If you have ever worked at a company that leverages CI/CD systems for their automation, the following picture might look familiar. A fragmented automation landscape where each team chose its tooling to meet their own productivity goals.
If we zoom in with our Security/Operations hat on and highlight Software Supply Chain Security aspects such as artifact storage, attestation crafting and signing/verification, we end up with a more complex view.
Different teams implementing different ways of storing their generated artifacts, SBOMs or logs. Some might put them on a 3rd party artifacts storage, others in an ephemeral one or not even store them at all! Some teams might be generating signed workflow attestations, but their format, storage location, signing method and key management are not standardized either.
This is a specially problematic scenario for SecOps teams now that it's clear that higher security standards must be met. So a set of standards around tooling, practices and processes must be adopted by the organization as a whole.
But that's easier said than done.
A problem we've seen over the years is how poorly defined, and clashing, development and SecOps team dynamics can be due to priorities mismatch. We've been on both sides of the aisle and we know how hard it is to standardize best practices and security requirements in an organization, especially in the current fragmented landscape. We also know from the developer's point of view how time-consuming and frustrating is to pollute your CI/CD systems with convoluted, error-prone and complex processes to comply with the SecOps team.
So there has to be a better way that satisfies both sides...
Enter Chainloop
You can think of it as an API for your organization's Software Supply Chain that both parties can use to interact effectively to meet their often mismatched set of goals and priorities.
SecOps teams re-gain visibility, standardization and control by having a mechanism to define and propagate attestation requirements, while developers get jargon-free tooling that can be used to meet compliance with minimum friction.
How does it work?
Enough marketing speak!

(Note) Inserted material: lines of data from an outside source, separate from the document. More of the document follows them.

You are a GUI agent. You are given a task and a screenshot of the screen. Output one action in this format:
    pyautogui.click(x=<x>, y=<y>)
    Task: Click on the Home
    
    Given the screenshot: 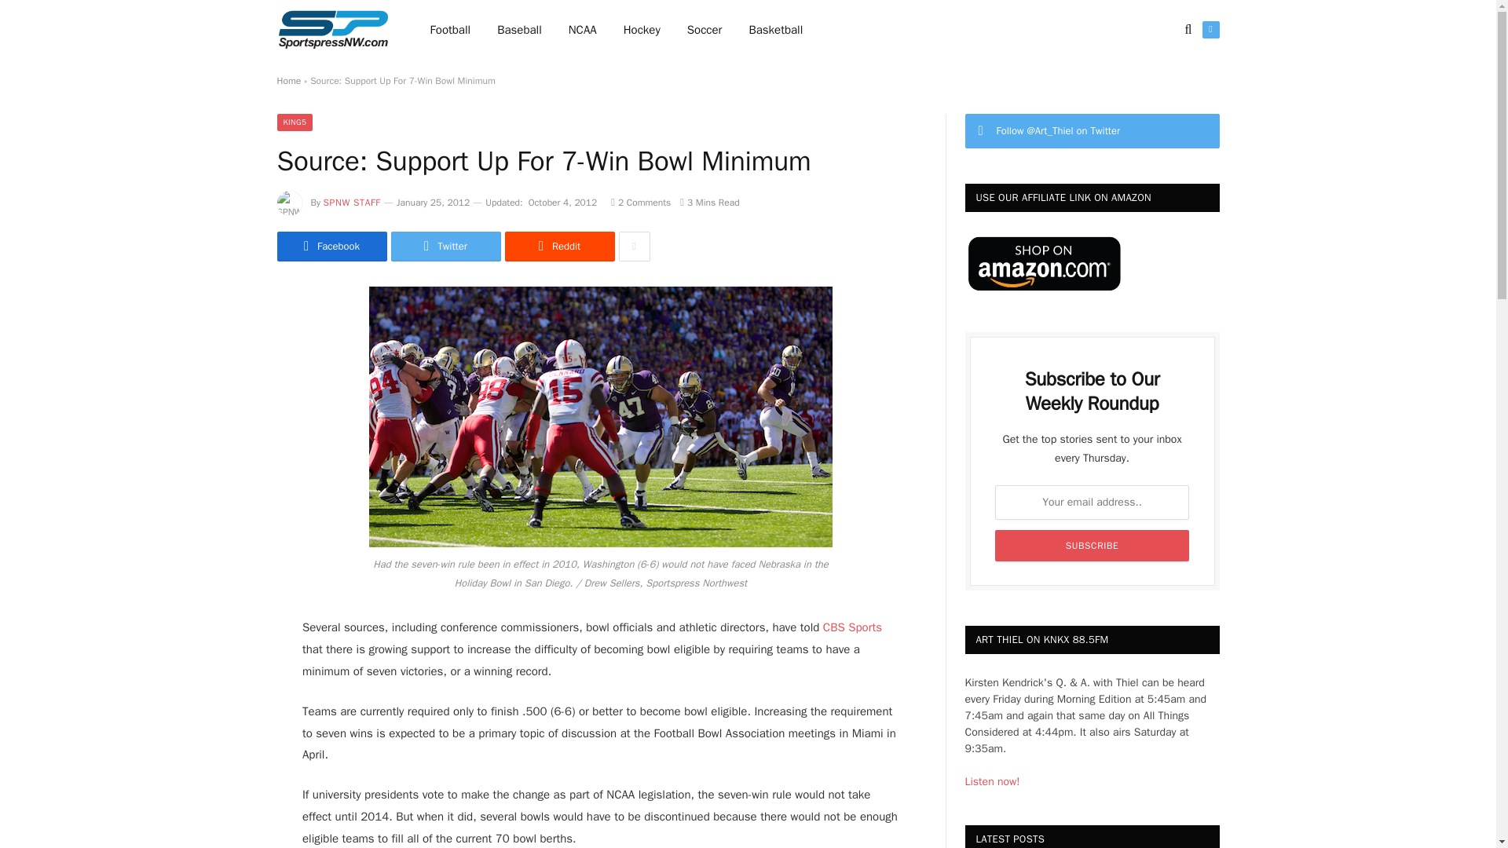 What is the action you would take?
    pyautogui.click(x=288, y=81)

How does it work?
Glad you asked! The gist of it is that Chainloop is a Software as a Service (SaaS) that consists of a SLSA level 3 provenance-compliant control-plane/single source of truth for artifacts and attestation as well as a dead-simple, contract-based attestation crafting process. All of that built on Open Source standards such as Sigstore, in-toto, SLSA and OCI.
But to get an in-depth understanding of the system we recommend taking a look at this overview or jumping directly at our getting started guide.
Give it a try
You might not be sure if Chainloop is for you, but if you know already, I have good news, Chainloop is on early access so why don't you give it a try and send feedback our way :)
We are very excited about the possibilities that having this foundation can enable on your Software Supply Chain, from improving communication between teams to the implementation of Service Level Agreements (SLOs), policy enforcement or visibility in general.